↓

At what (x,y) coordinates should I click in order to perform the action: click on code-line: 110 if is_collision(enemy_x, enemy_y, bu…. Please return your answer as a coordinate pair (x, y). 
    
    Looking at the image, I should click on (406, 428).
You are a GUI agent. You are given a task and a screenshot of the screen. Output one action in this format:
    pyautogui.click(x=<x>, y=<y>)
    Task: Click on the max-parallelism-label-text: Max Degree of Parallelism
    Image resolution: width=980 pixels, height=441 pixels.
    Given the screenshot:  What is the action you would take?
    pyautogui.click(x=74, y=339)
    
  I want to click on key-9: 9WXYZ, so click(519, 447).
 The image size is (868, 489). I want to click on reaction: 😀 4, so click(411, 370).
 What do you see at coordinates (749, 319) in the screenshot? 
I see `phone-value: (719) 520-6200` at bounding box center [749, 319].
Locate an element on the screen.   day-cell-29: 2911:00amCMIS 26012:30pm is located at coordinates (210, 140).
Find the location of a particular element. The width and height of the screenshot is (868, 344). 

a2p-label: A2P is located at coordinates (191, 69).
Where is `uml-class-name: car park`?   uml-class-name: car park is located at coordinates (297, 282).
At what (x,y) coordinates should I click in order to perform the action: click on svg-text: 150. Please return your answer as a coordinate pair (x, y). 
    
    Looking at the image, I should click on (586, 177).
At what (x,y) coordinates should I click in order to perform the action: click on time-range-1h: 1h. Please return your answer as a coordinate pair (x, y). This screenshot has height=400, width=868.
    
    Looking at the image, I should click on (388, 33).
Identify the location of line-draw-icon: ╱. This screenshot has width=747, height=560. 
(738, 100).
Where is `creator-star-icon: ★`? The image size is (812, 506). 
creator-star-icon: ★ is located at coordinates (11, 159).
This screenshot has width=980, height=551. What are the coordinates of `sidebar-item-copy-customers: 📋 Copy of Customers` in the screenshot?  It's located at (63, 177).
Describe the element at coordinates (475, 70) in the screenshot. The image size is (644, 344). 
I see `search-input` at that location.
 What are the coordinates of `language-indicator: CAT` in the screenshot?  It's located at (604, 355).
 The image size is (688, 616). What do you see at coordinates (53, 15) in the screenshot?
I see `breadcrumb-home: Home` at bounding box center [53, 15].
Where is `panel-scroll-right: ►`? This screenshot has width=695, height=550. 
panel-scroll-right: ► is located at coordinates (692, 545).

↑

*Activity*:
Output all of the data above without any alteration.

*Result*:
At what (x,y) coordinates should I click in order to perform the action: click on code-line: 110 if is_collision(enemy_x, enemy_y, bu…. Please return your answer as a coordinate pair (x, y). 
    
    Looking at the image, I should click on (406, 428).
You are a GUI agent. You are given a task and a screenshot of the screen. Output one action in this format:
    pyautogui.click(x=<x>, y=<y>)
    Task: Click on the max-parallelism-label-text: Max Degree of Parallelism
    Image resolution: width=980 pixels, height=441 pixels.
    Given the screenshot:  What is the action you would take?
    pyautogui.click(x=74, y=339)
    
  I want to click on key-9: 9WXYZ, so click(519, 447).
 The image size is (868, 489). I want to click on reaction: 😀 4, so click(411, 370).
 What do you see at coordinates (749, 319) in the screenshot? 
I see `phone-value: (719) 520-6200` at bounding box center [749, 319].
Locate an element on the screen.   day-cell-29: 2911:00amCMIS 26012:30pm is located at coordinates (210, 140).
Find the location of a particular element. The width and height of the screenshot is (868, 344). 

a2p-label: A2P is located at coordinates (191, 69).
Where is `uml-class-name: car park`?   uml-class-name: car park is located at coordinates (297, 282).
At what (x,y) coordinates should I click in order to perform the action: click on svg-text: 150. Please return your answer as a coordinate pair (x, y). 
    
    Looking at the image, I should click on (586, 177).
At what (x,y) coordinates should I click in order to perform the action: click on time-range-1h: 1h. Please return your answer as a coordinate pair (x, y). This screenshot has height=400, width=868.
    
    Looking at the image, I should click on (388, 33).
Identify the location of line-draw-icon: ╱. This screenshot has width=747, height=560. 
(738, 100).
Where is `creator-star-icon: ★`? The image size is (812, 506). 
creator-star-icon: ★ is located at coordinates (11, 159).
This screenshot has width=980, height=551. What are the coordinates of `sidebar-item-copy-customers: 📋 Copy of Customers` in the screenshot?  It's located at (63, 177).
Describe the element at coordinates (475, 70) in the screenshot. The image size is (644, 344). 
I see `search-input` at that location.
 What are the coordinates of `language-indicator: CAT` in the screenshot?  It's located at (604, 355).
 The image size is (688, 616). What do you see at coordinates (53, 15) in the screenshot?
I see `breadcrumb-home: Home` at bounding box center [53, 15].
Where is `panel-scroll-right: ►`? This screenshot has width=695, height=550. 
panel-scroll-right: ► is located at coordinates (692, 545).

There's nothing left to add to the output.